To save content items to your account,
please confirm that you agree to abide by our usage policies.
If this is the first time you use this feature, you will be asked to authorise Cambridge Core to connect with your account.
Find out more about saving content to .
To save content items to your Kindle, first ensure no-reply@cambridge.org
is added to your Approved Personal Document E-mail List under your Personal Document Settings
on the Manage Your Content and Devices page of your Amazon account. Then enter the ‘name’ part
of your Kindle email address below.
Find out more about saving to your Kindle.
Note you can select to save to either the @free.kindle.com or @kindle.com variations.
‘@free.kindle.com’ emails are free but can only be saved to your device when it is connected to wi-fi.
‘@kindle.com’ emails can be delivered even when you are not connected to wi-fi, but note that service fees apply.
It is a great honour to have been asked by The Royal Aeronautical Society to give the foundation British Commonwealth and Empire Lecture, and I have accepted, having in mind the Australian pioneers of the air from whose past has sprung the beginning of our Australian part in the common effort of to-day.
I would like to congratulate the Society on founding this lecture, which it takes little prediction to forecast will grow into one of the most important annual aviation events in the Empire–as well as facilitating the assembling together in the Journal of information, opinion and suggestion from the four corners of the Empire. This, in itself, is only made possible by air travel, and as an illustration of what can be done, you should know that this is my third visit to this country from Australia in this year of 1945.
The wind channel and the whirling arm have been devised and perfected over a period of a number of years with a view to providing reliable aerodynamic data for aircraft designers. Of late years the wind channel has been used considerably more than the whirling arm.
In the two pieces of apparatus distinct methods are used. In the whirling arm the model is carried through the air, which is stationary, in a circular path by a long arm. In the wind channel, on the other hand, the model is stationary and a current of air is caused to flow past it.
Various types of wind channel have been evolved, but I intend to describe fully the English wind channel in its present form, as perfected by the National Physical Laboratory and the Royal Aircraft Establishment, Farnborough.
My experimental work in flight refuelling goes back over a period of ten years, when I became interested in its possibilities as a means of removing the hazard' of a heavily loaded take-off. My idea was that an aircraft should have a normal and safe take-off, and that when it was comfortably in the air, it should receive its load of fuel, thus being given both an extended range and an increased1 pay-load.
In 1932, initial experiments were carried out on two D.H. 9's, and early in 1933, we continued experiments with a D.H.9 and a Handley Page W.iotransport machine.
At quite short notice I was asked to deliver this paper and told at the same time that I must make it popular and not adhere too much to technicalities. This makes it very difficult for me.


Work required:
Filter the data below, keeping only lines that contain "rejeitada".

Data records for software interfaces
++++

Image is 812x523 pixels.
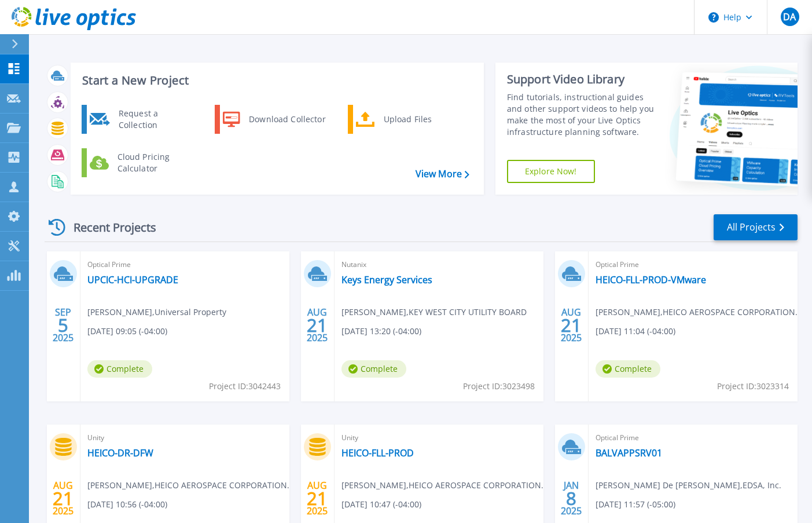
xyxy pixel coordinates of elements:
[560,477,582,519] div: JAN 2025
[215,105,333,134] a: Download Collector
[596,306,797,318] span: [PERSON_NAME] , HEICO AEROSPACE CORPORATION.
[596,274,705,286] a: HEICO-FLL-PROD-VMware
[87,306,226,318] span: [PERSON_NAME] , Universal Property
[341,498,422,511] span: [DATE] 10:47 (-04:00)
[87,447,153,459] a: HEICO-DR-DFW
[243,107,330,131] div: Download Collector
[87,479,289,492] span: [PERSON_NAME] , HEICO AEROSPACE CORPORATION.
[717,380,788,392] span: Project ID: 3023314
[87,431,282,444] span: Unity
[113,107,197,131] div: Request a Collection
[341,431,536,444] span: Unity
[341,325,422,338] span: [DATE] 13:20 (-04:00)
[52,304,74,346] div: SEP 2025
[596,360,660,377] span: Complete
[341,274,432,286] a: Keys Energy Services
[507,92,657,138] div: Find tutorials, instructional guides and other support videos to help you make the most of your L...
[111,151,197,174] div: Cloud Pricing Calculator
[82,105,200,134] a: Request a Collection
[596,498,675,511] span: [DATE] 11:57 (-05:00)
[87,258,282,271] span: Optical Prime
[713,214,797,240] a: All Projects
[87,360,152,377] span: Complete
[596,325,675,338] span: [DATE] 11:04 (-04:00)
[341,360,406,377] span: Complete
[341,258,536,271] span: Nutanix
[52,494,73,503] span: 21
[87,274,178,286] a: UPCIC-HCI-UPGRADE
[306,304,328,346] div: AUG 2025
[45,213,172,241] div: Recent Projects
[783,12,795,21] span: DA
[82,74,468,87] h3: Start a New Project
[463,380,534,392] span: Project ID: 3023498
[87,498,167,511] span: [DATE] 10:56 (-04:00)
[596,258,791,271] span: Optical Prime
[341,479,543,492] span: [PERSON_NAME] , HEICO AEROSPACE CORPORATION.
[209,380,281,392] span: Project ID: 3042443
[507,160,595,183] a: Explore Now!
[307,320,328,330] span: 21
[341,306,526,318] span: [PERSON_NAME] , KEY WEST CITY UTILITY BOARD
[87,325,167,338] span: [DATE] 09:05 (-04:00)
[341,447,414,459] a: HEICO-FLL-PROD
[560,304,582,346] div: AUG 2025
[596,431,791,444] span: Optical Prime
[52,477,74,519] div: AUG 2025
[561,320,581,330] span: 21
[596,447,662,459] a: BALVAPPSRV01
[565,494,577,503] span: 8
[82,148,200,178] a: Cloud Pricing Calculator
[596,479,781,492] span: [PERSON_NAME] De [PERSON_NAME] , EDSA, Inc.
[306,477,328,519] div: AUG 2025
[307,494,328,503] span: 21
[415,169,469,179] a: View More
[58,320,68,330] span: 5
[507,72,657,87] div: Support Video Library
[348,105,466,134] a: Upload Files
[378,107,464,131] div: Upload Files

++++

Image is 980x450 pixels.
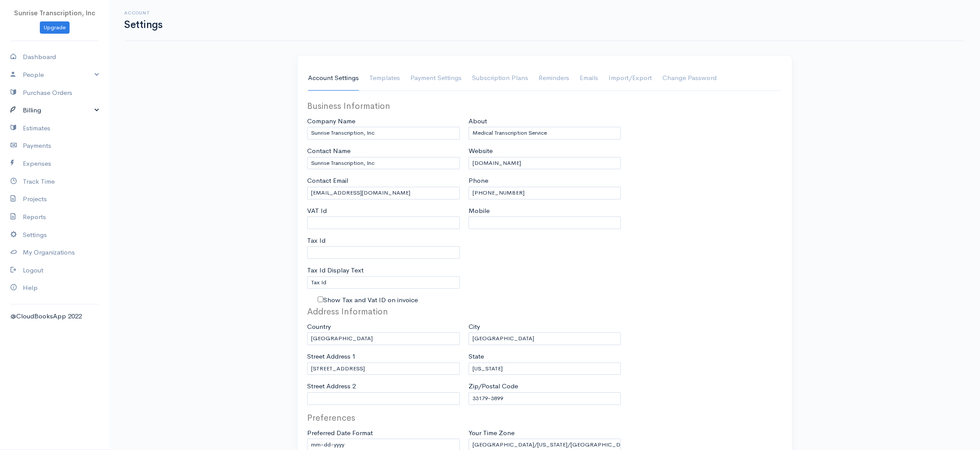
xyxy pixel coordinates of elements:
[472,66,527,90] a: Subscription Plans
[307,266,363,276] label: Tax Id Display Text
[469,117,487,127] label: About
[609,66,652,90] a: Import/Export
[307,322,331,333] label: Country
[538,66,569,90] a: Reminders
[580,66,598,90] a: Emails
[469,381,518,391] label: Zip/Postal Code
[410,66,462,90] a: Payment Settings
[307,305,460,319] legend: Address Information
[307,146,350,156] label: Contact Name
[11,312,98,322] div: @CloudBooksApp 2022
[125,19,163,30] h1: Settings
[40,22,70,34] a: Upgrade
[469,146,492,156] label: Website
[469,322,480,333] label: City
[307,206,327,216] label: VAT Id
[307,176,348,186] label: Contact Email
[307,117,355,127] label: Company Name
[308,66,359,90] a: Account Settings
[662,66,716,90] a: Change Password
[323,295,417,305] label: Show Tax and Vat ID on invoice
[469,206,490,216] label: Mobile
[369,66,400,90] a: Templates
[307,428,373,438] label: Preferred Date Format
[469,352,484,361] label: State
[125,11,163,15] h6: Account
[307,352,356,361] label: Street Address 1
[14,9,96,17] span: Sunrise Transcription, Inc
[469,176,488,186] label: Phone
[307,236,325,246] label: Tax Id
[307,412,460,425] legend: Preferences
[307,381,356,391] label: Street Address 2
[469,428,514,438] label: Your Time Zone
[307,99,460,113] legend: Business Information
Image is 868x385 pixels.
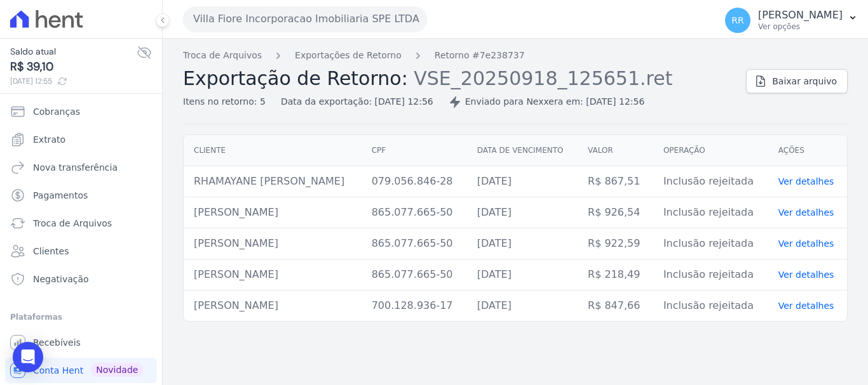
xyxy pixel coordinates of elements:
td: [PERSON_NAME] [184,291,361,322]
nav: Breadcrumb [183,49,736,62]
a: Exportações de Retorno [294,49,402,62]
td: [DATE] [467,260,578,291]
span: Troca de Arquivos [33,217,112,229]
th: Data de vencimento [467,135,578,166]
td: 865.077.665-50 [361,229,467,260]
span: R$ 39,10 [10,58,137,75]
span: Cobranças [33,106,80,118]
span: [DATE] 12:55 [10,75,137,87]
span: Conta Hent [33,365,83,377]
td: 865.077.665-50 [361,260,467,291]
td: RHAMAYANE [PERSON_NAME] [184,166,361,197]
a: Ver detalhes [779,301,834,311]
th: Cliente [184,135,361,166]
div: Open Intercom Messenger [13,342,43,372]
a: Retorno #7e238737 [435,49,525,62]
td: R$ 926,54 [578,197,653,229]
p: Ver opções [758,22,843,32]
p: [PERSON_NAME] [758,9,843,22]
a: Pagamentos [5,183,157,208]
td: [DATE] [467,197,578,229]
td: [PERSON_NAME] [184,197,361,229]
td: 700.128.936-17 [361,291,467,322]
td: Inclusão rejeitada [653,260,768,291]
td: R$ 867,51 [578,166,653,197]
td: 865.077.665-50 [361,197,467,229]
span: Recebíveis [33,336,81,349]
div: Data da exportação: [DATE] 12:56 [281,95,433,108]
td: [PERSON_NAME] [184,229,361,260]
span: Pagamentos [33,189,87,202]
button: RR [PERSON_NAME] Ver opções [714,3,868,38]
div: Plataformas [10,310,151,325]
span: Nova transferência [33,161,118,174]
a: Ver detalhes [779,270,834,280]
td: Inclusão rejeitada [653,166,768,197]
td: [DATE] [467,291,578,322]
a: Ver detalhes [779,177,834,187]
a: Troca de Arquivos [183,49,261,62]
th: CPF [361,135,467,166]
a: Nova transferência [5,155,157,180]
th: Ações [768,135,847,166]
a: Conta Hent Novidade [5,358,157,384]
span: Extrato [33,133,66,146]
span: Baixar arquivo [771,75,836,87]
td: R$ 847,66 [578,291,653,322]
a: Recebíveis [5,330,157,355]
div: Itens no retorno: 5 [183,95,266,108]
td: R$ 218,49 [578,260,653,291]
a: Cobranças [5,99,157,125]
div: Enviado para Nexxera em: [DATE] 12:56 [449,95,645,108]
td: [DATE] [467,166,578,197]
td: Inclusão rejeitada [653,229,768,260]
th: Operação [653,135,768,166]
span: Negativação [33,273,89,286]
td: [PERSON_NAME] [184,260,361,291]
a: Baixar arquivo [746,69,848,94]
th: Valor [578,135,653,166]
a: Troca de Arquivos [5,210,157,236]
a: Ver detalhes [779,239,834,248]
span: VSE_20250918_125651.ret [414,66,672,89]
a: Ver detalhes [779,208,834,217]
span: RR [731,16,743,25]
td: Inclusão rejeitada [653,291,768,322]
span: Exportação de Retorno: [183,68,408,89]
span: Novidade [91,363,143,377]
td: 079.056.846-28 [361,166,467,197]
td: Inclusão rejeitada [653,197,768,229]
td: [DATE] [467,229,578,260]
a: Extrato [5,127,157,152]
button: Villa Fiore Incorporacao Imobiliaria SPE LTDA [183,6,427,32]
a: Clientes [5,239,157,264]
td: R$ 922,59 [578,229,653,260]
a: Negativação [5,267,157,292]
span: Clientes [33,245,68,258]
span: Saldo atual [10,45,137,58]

++++

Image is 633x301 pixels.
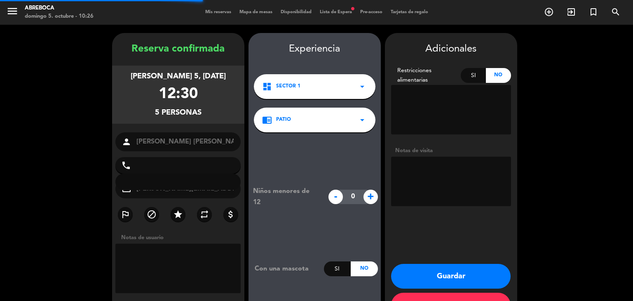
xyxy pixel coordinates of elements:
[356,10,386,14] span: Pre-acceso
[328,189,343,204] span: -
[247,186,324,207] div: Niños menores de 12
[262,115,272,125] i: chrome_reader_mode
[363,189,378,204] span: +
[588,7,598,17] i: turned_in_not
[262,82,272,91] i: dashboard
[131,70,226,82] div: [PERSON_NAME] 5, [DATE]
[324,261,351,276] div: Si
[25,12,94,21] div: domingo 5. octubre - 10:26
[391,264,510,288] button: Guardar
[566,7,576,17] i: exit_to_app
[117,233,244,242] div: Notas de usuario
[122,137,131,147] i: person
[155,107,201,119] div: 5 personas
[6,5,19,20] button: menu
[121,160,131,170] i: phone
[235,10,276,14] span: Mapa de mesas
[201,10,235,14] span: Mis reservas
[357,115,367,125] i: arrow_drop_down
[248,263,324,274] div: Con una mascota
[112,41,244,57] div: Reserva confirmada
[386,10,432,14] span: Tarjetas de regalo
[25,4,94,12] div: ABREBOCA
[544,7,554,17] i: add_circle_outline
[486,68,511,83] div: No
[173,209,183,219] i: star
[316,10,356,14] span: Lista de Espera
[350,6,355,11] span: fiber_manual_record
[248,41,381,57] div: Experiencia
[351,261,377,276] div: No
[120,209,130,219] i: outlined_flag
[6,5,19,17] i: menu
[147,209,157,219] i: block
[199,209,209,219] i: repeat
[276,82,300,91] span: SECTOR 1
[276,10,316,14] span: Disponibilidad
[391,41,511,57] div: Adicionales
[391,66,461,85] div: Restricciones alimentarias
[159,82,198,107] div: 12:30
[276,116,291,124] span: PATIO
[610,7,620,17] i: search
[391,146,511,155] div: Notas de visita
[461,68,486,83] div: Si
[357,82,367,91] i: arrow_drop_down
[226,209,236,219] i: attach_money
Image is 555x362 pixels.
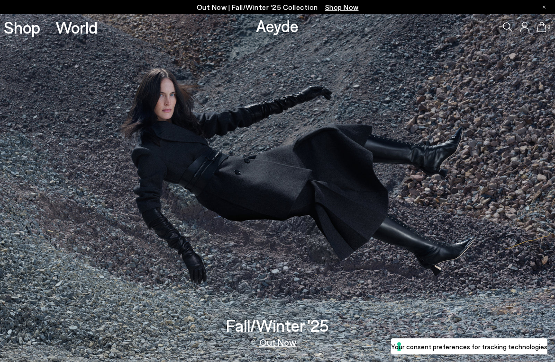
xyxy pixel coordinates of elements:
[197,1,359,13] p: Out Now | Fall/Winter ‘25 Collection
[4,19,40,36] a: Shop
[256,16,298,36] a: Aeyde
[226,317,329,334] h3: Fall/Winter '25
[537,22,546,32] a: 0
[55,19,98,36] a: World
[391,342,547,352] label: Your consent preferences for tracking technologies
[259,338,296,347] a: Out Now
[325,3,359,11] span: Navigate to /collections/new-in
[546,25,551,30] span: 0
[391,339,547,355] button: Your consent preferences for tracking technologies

++++

Result:
td: Inclusão rejeitada [653,260,768,291]
td: Inclusão rejeitada [653,166,768,197]
td: Inclusão rejeitada [653,229,768,260]
td: Inclusão rejeitada [653,291,768,322]
td: Inclusão rejeitada [653,197,768,229]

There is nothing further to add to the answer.